Lia Cook in PBS’ ‘Craft in America’
SAN FRANCISCO CHRONICLE
Lia Cook in PBS’ ‘Craft in America’
By Nancy Davis Kho
November 7, 2012
As an award-winning textile artist and longtime professor at the California College of the Arts in Oakland, Berkeley resident Lia Cook admits to a slight bias about the importance of craft to a person’s emotional well-being.
“We’re a visually oriented culture, one in which other senses aren’t emphasized,” she says. “But using your hands to make something is part of what it means to be human.”
Cook was therefore pleased to be included in the next episode of PBS’ “Craft in America” series, which seeks to explore, preserve and celebrate the role of craft in American tradition.
Each episode of the Peabody Award-winning series focuses on one aspect of craft, like community, memory or process. The next episode of the current season, set to air locally on Nov. 17 and 18, focuses on the unique role that craft represents as a crossroads: between fine art and function, between old and new, between tradition and evolution. As with prior episodes, the series follows acclaimed artists working in diverse media through their daily labors, revealing the inspirations, motivations and questions that push their art forward.
Tanya AguiƱiga embodies perhaps the most literal interpretation of craft at the crossroads, having grown up in Tijuana, Mexico, and San Diego – her grandmother lived on the American side and babysat while her parents worked each day. The young Los Angeles textile and furniture artist gained experience studying both with traditional Mexican weavers and at the Rhode Island School of Design, and her work reflects those dual influences, pairing traditional techniques and modern forms.
Perhaps not surprising for someone with ample firsthand experience of crossing the U.S.-Mexican border, AguiƱiga’s work incorporates elements of fences and barriers, and by combining unexpected elements, her work seeks to break down barriers around the definition of craft.
With the dawn of modern travel, many traditional crafts began to show the influence of other cultures and traditions, creating an environment in which craft could represent a geographical crossroads. Perhaps none is more obvious than the whimsically named Mingei-sota pottery style, which meshes Japanese pottery tradition with artistic experimentation from the American Midwest, resulting in a fresh hybrid style.
Three American potters, Warren Mackenzie, Jeff Oestreich and Clary Illian, are featured in this segment, relating how they learned Mingei pottery style from the influential English potter Bernard Leach in the 1950s and ’60s, held on to its tenets of functionality and affordability, but advanced the style with notions of modern design aesthetics. The potters talk of creating opportunities for “fortuitous accidents,” those experiments that can result in either disaster or another important step along the continuum of craft evolution.
Cook’s segment is, perhaps, the most expansive because it looks at the crossroads of craft and fine art, weaving and photography, and unexpectedly, textiles and brain science. Her interest in the latter intersection arose during an exhibition of her work that contained large-scale weavings of photographic images of children and dolls.
“The emotional response to the woven photos was so (much) stronger than it was to just the photos,” Cook, who is in her 60s, remembers. “I started to be interested in whether brain science could explain it.”
Thus began one of a series of collaborations with members of the neuroscience community to measure emotional responses to identical images presented to viewers in different formats: photos, weavings and photos of weavings. For instance, simply looking at a photo of a woven image without touching it activates emotional and tactile centers in the brain, a finding that interests scientists like Greg Siegle, associate professor at the University of Pittsburgh’s School of Medicine, whose collaboration with Cook is featured in the episode.
For her part, Cook became fascinated by images of brain fibers captured in functional magnetic resonance imaging (fMRI) used by the scientists. “So now I’m doing pieces that combine my childhood photos with images of my own brain fibers, from an fMRI,” Cook says. “There are a lot more connections than I ever realized between science and art.”
Craft in America: Crossroads: 11 p.m. Nov. 17 and 5 a.m. Nov. 18 on KQED Life; 5 p.m. Nov. 18 on KQED Plus.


* **PROMPT**
What you produce should be an exact transcription of the data, minus any pictures.

* **DATA SECTION**
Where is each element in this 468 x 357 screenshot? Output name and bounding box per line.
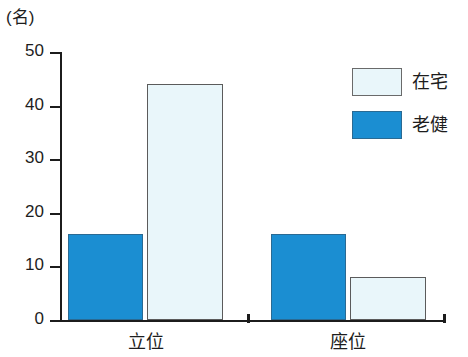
legend-label-roken: 老健 — [412, 114, 448, 136]
legend-swatch-roken — [352, 111, 402, 139]
bar-zaitaku-zai — [350, 277, 426, 320]
x-axis-category-label-2: 座位 — [308, 331, 388, 353]
x-axis-category-label-1: 立位 — [106, 331, 186, 353]
bar-chart: (名) 50 40 30 20 10 0 — [0, 0, 468, 357]
legend-swatch-zaitaku — [352, 68, 402, 96]
bar-zaitaku-ritsui — [147, 84, 223, 320]
legend: 在宅 老健 — [352, 66, 464, 152]
bar-roken-ritsui — [68, 234, 143, 320]
y-axis-tick-label-20: 20 — [25, 202, 44, 222]
y-axis-tick-label-0: 0 — [35, 309, 44, 329]
y-axis-tick-label-40: 40 — [25, 95, 44, 115]
legend-item-zaitaku: 在宅 — [352, 66, 464, 97]
legend-item-roken: 老健 — [352, 109, 464, 140]
bar-roken-zai — [271, 234, 346, 320]
legend-label-zaitaku: 在宅 — [412, 71, 448, 93]
y-axis-tick-label-50: 50 — [25, 41, 44, 61]
y-axis-tick-label-30: 30 — [25, 148, 44, 168]
y-axis-unit-label: (名) — [6, 8, 34, 28]
y-axis-tick-label-10: 10 — [25, 255, 44, 275]
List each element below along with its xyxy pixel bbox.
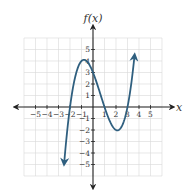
y-tick-label: 1 bbox=[85, 91, 90, 100]
x-tick-label: 2 bbox=[114, 110, 119, 119]
y-tick-label: −2 bbox=[79, 126, 90, 135]
y-tick-label: 2 bbox=[85, 80, 90, 89]
x-axis-label: x bbox=[176, 101, 183, 114]
x-tick-label: −5 bbox=[30, 110, 41, 119]
y-tick-label: −4 bbox=[79, 149, 90, 158]
x-tick-label: −4 bbox=[41, 110, 52, 119]
x-tick-label: −3 bbox=[53, 110, 64, 119]
x-tick-label: 5 bbox=[148, 110, 153, 119]
y-tick-label: 5 bbox=[85, 45, 90, 54]
y-tick-label: 3 bbox=[85, 68, 90, 77]
y-axis-label: f(x) bbox=[83, 12, 103, 25]
x-tick-label: 4 bbox=[137, 110, 142, 119]
y-tick-label: −3 bbox=[79, 137, 90, 146]
function-graph: −5−4−3−2−11234554321−1−2−3−4−5 x f(x) bbox=[0, 0, 190, 192]
axes bbox=[16, 27, 172, 187]
y-tick-label: −5 bbox=[79, 160, 90, 169]
y-tick-label: −1 bbox=[79, 114, 90, 123]
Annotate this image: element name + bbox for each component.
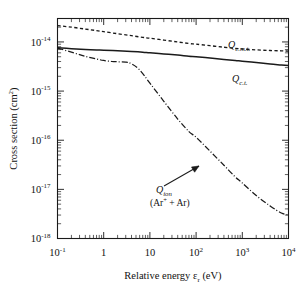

* **RESPONSE TO THE TASK**
Where is each element in this 468 x 357 screenshot? Output name and bounding box per line.
legend-label-roken: 老健 — [412, 114, 448, 136]
legend-swatch-roken — [352, 111, 402, 139]
bar-zaitaku-zai — [350, 277, 426, 320]
x-axis-category-label-2: 座位 — [308, 331, 388, 353]
x-axis-category-label-1: 立位 — [106, 331, 186, 353]
bar-chart: (名) 50 40 30 20 10 0 — [0, 0, 468, 357]
legend-swatch-zaitaku — [352, 68, 402, 96]
bar-zaitaku-ritsui — [147, 84, 223, 320]
legend: 在宅 老健 — [352, 66, 464, 152]
bar-roken-ritsui — [68, 234, 143, 320]
y-axis-tick-label-20: 20 — [25, 202, 44, 222]
y-axis-tick-label-0: 0 — [35, 309, 44, 329]
y-axis-tick-label-40: 40 — [25, 95, 44, 115]
legend-item-zaitaku: 在宅 — [352, 66, 464, 97]
legend-item-roken: 老健 — [352, 109, 464, 140]
bar-roken-zai — [271, 234, 346, 320]
legend-label-zaitaku: 在宅 — [412, 71, 448, 93]
y-axis-tick-label-50: 50 — [25, 41, 44, 61]
y-axis-tick-label-30: 30 — [25, 148, 44, 168]
y-axis-unit-label: (名) — [6, 8, 34, 28]
y-axis-tick-label-10: 10 — [25, 255, 44, 275]
List each element below along with its xyxy pixel bbox.
y-tick-label: 1 bbox=[85, 91, 90, 100]
x-tick-label: 2 bbox=[114, 110, 119, 119]
y-tick-label: −2 bbox=[79, 126, 90, 135]
y-tick-label: 2 bbox=[85, 80, 90, 89]
x-axis-label: x bbox=[176, 101, 183, 114]
x-tick-label: −5 bbox=[30, 110, 41, 119]
y-tick-label: −4 bbox=[79, 149, 90, 158]
x-tick-label: −4 bbox=[41, 110, 52, 119]
x-tick-label: −3 bbox=[53, 110, 64, 119]
x-tick-label: 5 bbox=[148, 110, 153, 119]
y-tick-label: 5 bbox=[85, 45, 90, 54]
y-tick-label: 3 bbox=[85, 68, 90, 77]
y-axis-label: f(x) bbox=[83, 12, 103, 25]
x-tick-label: 4 bbox=[137, 110, 142, 119]
y-tick-label: −3 bbox=[79, 137, 90, 146]
function-graph: −5−4−3−2−11234554321−1−2−3−4−5 x f(x) bbox=[0, 0, 190, 192]
axes bbox=[16, 27, 172, 187]
y-tick-label: −5 bbox=[79, 160, 90, 169]
y-tick-label: −1 bbox=[79, 114, 90, 123]
Annotate this image: element name + bbox for each component.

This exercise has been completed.